Mercury May Have Molten Hot Magma at its Core
mattatwork writes "According to ScienceDaily, NASA has come to the conclusion that the planet Mercury may have a molten core after all, based on high-precision planetary radar readings. You may (or may not) remember the Mariner 10 probe making 3 passes by Mercury between March 29th, 1974, September 21st 1974 and March 16, 1975."
Buy the new Mercury Bar, with a molten caramel core!
No more hard frozen Mars Bars. Let the chocolatey warmth flow through you.
"Magma: Molten rock beneath the surface of the earth." http://www.google.com/search?q=define%3A+magma "Molten hot magma" If it's magma, it's molten, molten rock is pretty much definately hot.
it is quite odd that mercury has a liquid metal core but a very weak magnetic field- planetary magnetic fields form when currents flow through a liquid core- the rotating core sustains the field as on earth, the sun and jupiter but mercury's is very weak- apparently it isn't rotating much
Sigs are too short to say anything truly profound so read the above post instead.
This is compared with the recent discovery of mud-like sludge in the core of Uranus.
You know, Scott.

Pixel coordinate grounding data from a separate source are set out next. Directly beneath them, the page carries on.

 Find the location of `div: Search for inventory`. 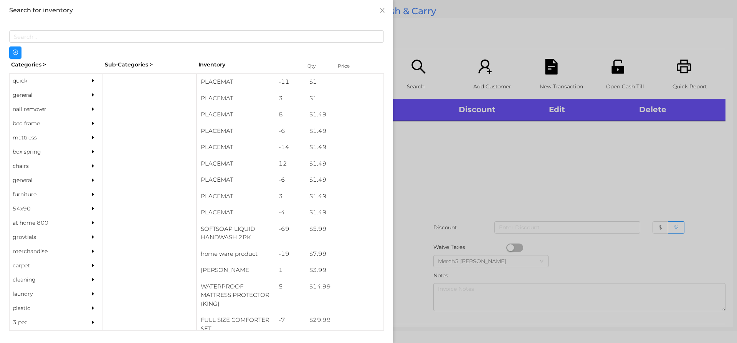

div: Search for inventory is located at coordinates (196, 10).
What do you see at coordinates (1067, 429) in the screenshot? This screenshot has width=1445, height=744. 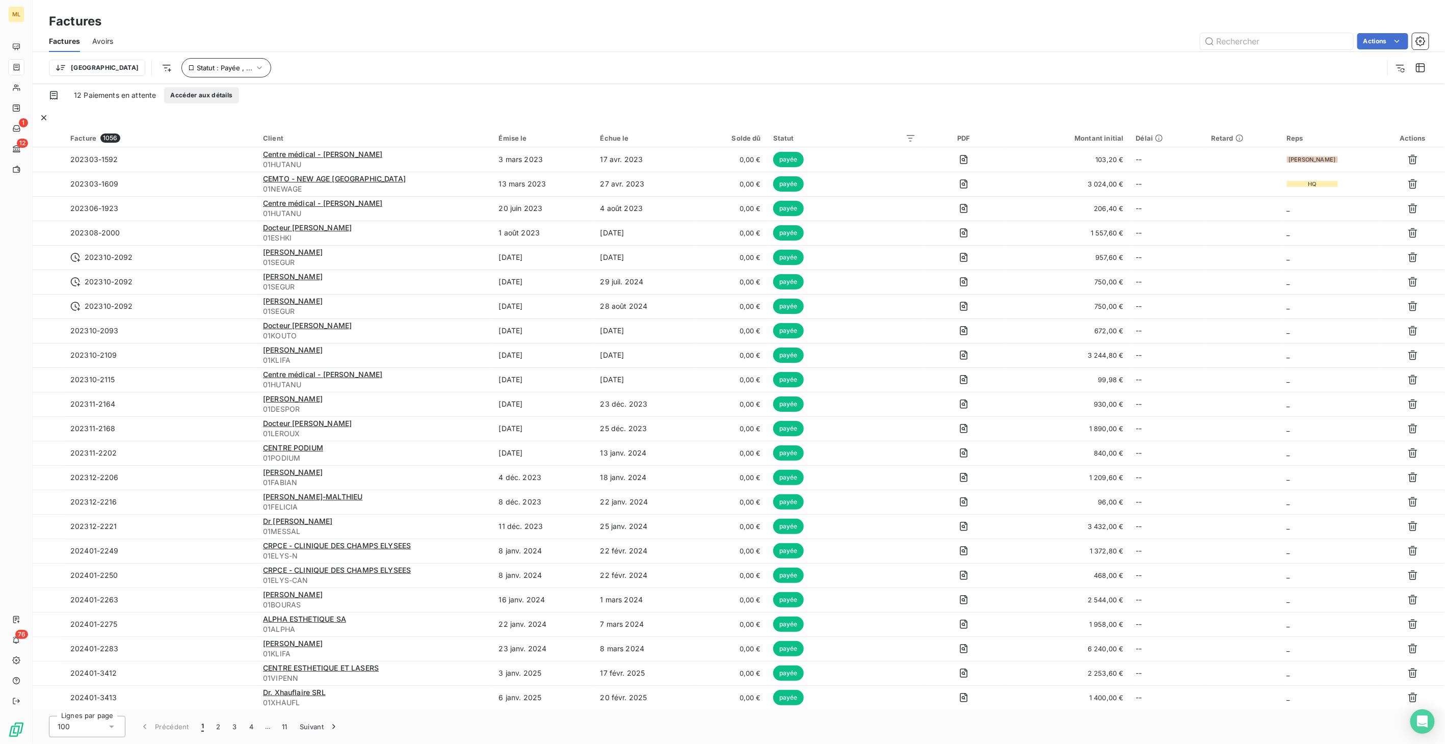 I see `span: 1 890,00 €` at bounding box center [1067, 429].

I've been a frickin' evil doctor for 30 frickin' years, OK? Cut me some "frickin'" slack. You forget Scott. We're in a volcano. We're surrounded by liquid hot magma.
McDonalds jokes are a medium rarely well done.
Support the mob or mysteriously disappear.
Shouldn't the title be, "Mercury May Mask a Molten Middle"?
Don't listen to this guy. Mercury is not tidally locked with the sun, but rotates very slowly at about 3 rotations for every 2 revolutions around the sun. And even more, an ocean does not act as any sort of a buffer against gravitational forces from the sun. There's just not a significant enough amount of water even on Earth to do so.